Temperature strongly affects Rint: at 0°C, Li-ion resistance doubles compared to 25°C; at -20°C it increases 4–6×. This explains why EVs lose 20–40% range in winter — not primarily from heating loads, but from increased IR drop during acceleration.

Worked Example

Tesla Model 3 cell health check (per SAE J2464 test procedure)

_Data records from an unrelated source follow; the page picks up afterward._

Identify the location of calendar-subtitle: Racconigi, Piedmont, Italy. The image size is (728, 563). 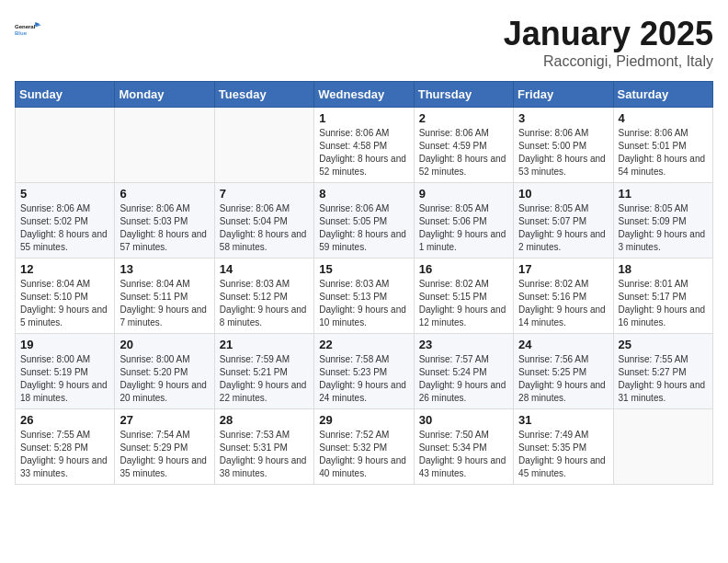
(609, 62).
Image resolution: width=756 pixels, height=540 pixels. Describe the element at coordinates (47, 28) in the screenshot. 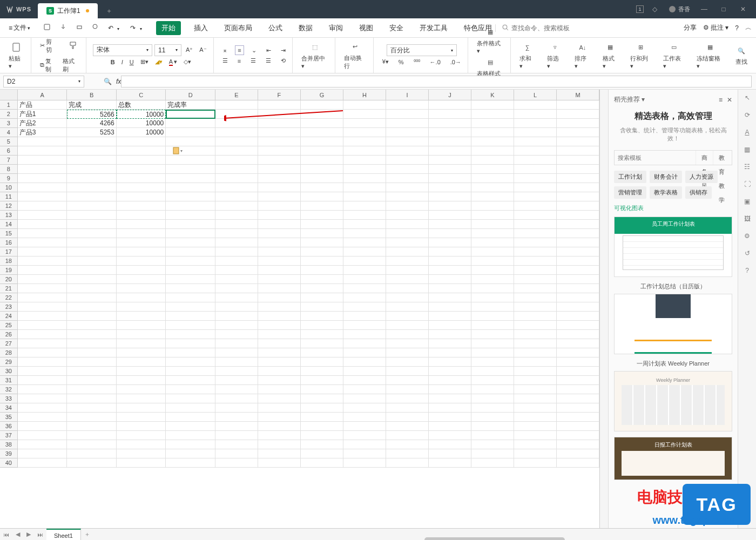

Given: 2170 cell, OCV = 4.18 V, V_load = 4.02 V at 10 A discharge

Step 1: Calculate internal resistance R_int = (V_OCV − V_load) / I = (4.18 − 4.02) / 10 = 16 mΩ

Step 2: Compare to spec

  • New cell: 12 mΩ (Panasonic datasheet)
  • Current: 16 mΩ → 33% increase
  • EOL threshold: 24 mΩ (2× initial)
Step 3: Estimate remaining life
  • Resistance growth is approximately linear with cycles
  • At 500 cycles: 16 mΩ → ~750 more cycles to EOL
  • Estimated total life: ~1,250 cycles (within 1,000–1,500 typical range)
Step 4: Power loss at max discharge (100 A) P_loss = I²R = 100² × 0.016 = 160 W per cell → For 4,416-cell pack: 700 kW loss at peak power (explains thermal management needs)

Practical Tips

  • Use 4-wire (Kelvin) sensing to eliminate lead resistance error — critical when measuring <50 mΩ cells
  • Allow 30+ minute rest before OCV measurement; Li-ion voltage relaxation can be 50–100 mV immediately after charge/discharge
  • For pack-level testing, measure cell-to-cell variation: >20% spread indicates weak cells needing replacement
  • Track Rint vs temperature: create lookup table at 0°C, 25°C, 45°C for accurate SoH estimation year-round

Common Mistakes

  • Measuring at low current (
  • Ignoring SoC dependence: Li-ion Rint increases 20–30% below 20% SoC and above 90% SoC due to concentration polarization
  • Single-point measurement: AC impedance at 1 kHz gives only ohmic component; DC pulse (10 ms–1 s) captures full Rint
  • Confusing Rint with impedance: EIS shows frequency-dependent behavior; 1 kHz ≈ DC Rint ± 10% for most cells

Frequently Asked Questions

Every 1 mΩ increase causes 1 mV drop per amp of current. At 100 A (typical EV acceleration), a degraded cell with 30 mΩ (vs 15 mΩ new) loses 1.5 V extra, reducing available power by 15% and generating 150 W more heat. This creates thermal runaway risk in high-power applications.
Per IEEE 1188 (VRLA) and IEC 61960 (Li-ion): replace when Rint reaches 2× initial value. Typical thresholds: Li-ion 18650 >100 mΩ, automotive pouch >3 mΩ, lead-acid >25 mΩ/cell. Some BMS trigger alerts at 1.5× for proactive replacement.
Li-ion internal resistance follows Arrhenius relationship: ~2× at 0°C, ~4× at -20°C vs 25°C baseline. At 150 kW charging, a cold battery with 4× Rint dissipates 4× more heat internally while accepting less current (to stay within voltage limits). Tesla/Rivian pre-condition batteries to 15–25°C before DC fast charging to restore normal Rint.